PlayPause: keep logos and text inside the safe zone and confirm it before publishing

nothing important ever lands under a crop line

My rule: keep every must-see element (logo, face, headline, CTA) inside the central 80% of the canvas. The outer 20% is decoration that the platform is allowed to eat.

A Three-Step System So Nothing Ships Wrong

Dimensions don't fail in isolation. They fail because nobody checked the final asset before it went live. Here is the loop I run on every batch.

  1. Build to the correct aspect ratio and export at the higher end of the pixel range.
  2. Preview the asset at actual phone size, not zoomed on a 27-inch monitor.
  3. Get a sign-off where the reviewer can point at the exact problem spot, not just type wrong size somewhere.

That third step is where most teams bleed time. A comment like the logo's cut off forces a guessing game. A marker pinned to the actual pixel does not.

Aspect ratios to memorize
5
Common feed winner
4:5 portrait

Where PlayPause Fits the Image Workflow

PlayPause is built for video review, and the same approval discipline saves your image campaigns.

When a designer drops a static graphic or a short animated post into PlayPause, reviewers click the exact spot and leave a pinned comment: logo too close to the edge here, text outside the safe zone there. No more vague feedback threads.

The fastest way to fix a cropped logo is to point at it, not describe it.

Version stacks keep every revision in one place, so v4 with the corrected crop sits right next to v1 instead of buried in an email chain. Approval locks mean a post can't go live until someone actually signs off on the final dimensions.

And the pricing math is the quiet win. Per-seat review tools like Frame.io get expensive fast once you add freelance designers, brand managers, and client approvers. PlayPause is storage-based, starting free, and guest reviewers cost nothing, so your whole approval chain joins without inflating the bill.

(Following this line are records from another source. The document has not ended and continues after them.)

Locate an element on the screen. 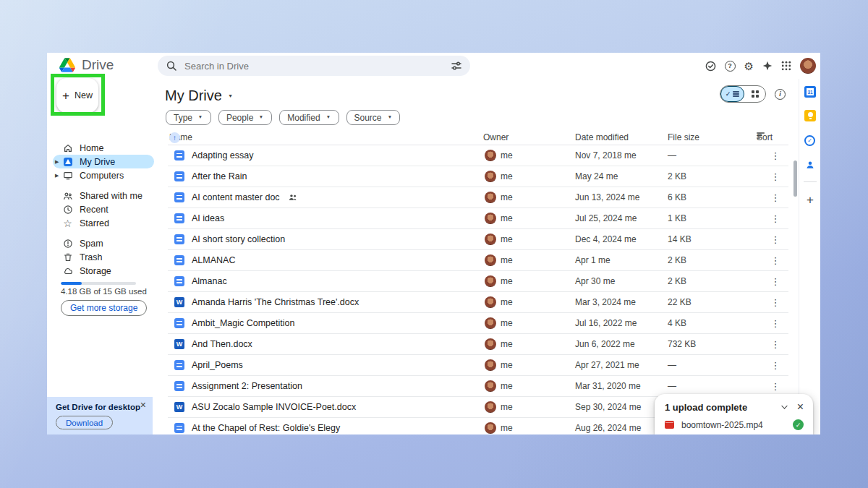 Image resolution: width=868 pixels, height=488 pixels. plus-icon: + is located at coordinates (66, 95).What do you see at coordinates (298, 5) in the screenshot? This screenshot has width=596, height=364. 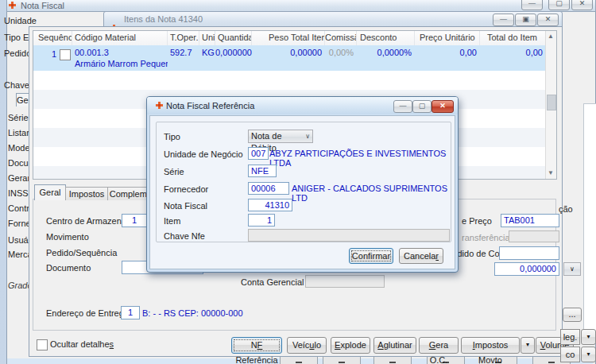 I see `nota-fiscal-window: Nota Fiscal — ▢ ✕ Unidade Tipo Emis Pedi…` at bounding box center [298, 5].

Email, WeTransfer, Google Drive, and Dropbox can move the file, but they can't pin a comment to a pixel, stack versions, or lock approval. They are delivery tools, not review tools.

Bottom Line

Social media image sizes come down to five aspect ratios, a handful of pixel targets, and one stubborn safe-zone rule. Export big, design to the shape, and keep the important stuff in the central 80%.

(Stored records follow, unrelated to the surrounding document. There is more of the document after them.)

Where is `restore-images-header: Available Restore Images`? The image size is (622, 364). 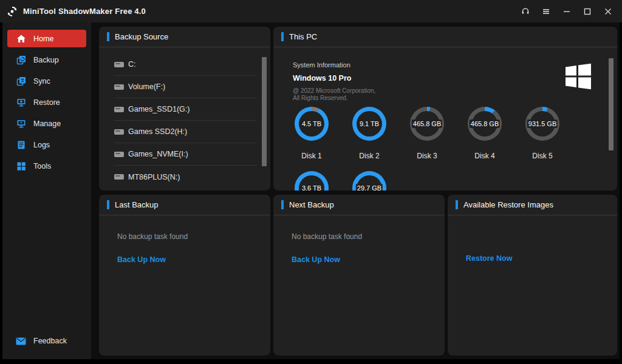 restore-images-header: Available Restore Images is located at coordinates (532, 205). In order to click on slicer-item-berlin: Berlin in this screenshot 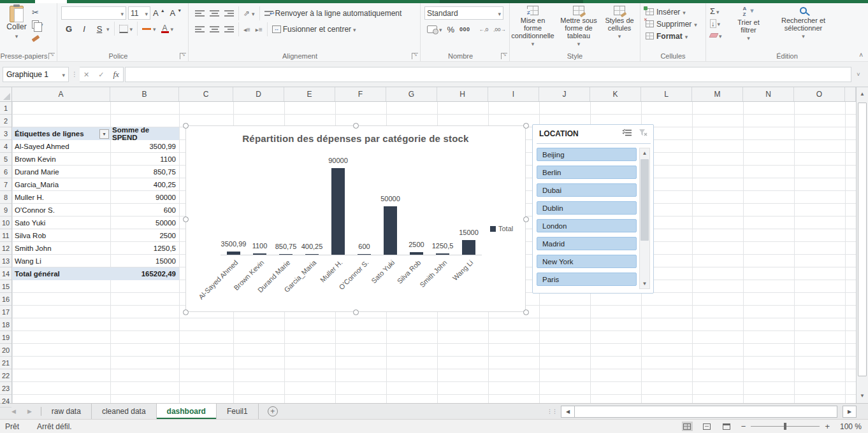, I will do `click(586, 172)`.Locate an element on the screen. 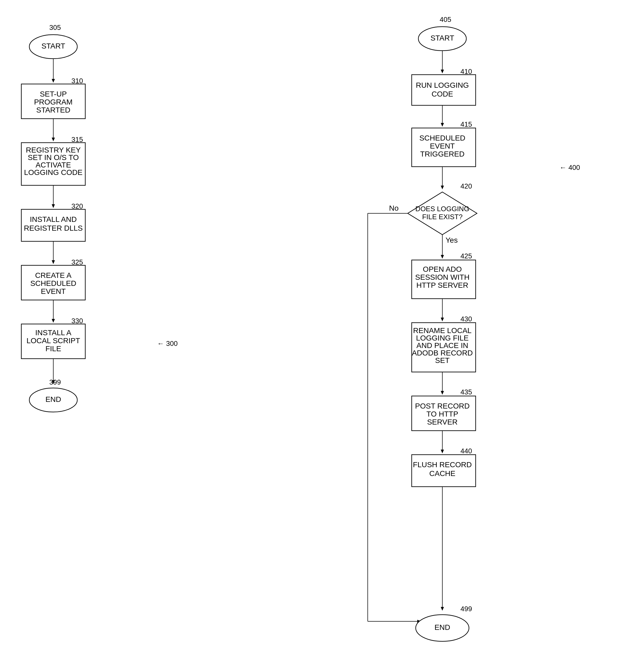  ref-399: 399 is located at coordinates (55, 382).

The sizes are the easy part. Catching the wrong-sized asset before it embarrasses you is the part that needs a real review step.

That is what PlayPause gives you: frame-accurate, pin-it-to-the-pixel feedback, version stacks, and approval locks, with free guest reviewers and storage-based pricing that doesn't punish you for adding clients. Start free and stop letting cropped logos reach your audience.

SG
Sagnik Ghosh
Co-founder, PlayPause

Sagnik co-founded PlayPause and works on the product side of how editors, producers, and clients actually collaborate on video. He covers production craft, post workflows, and shipping work faster.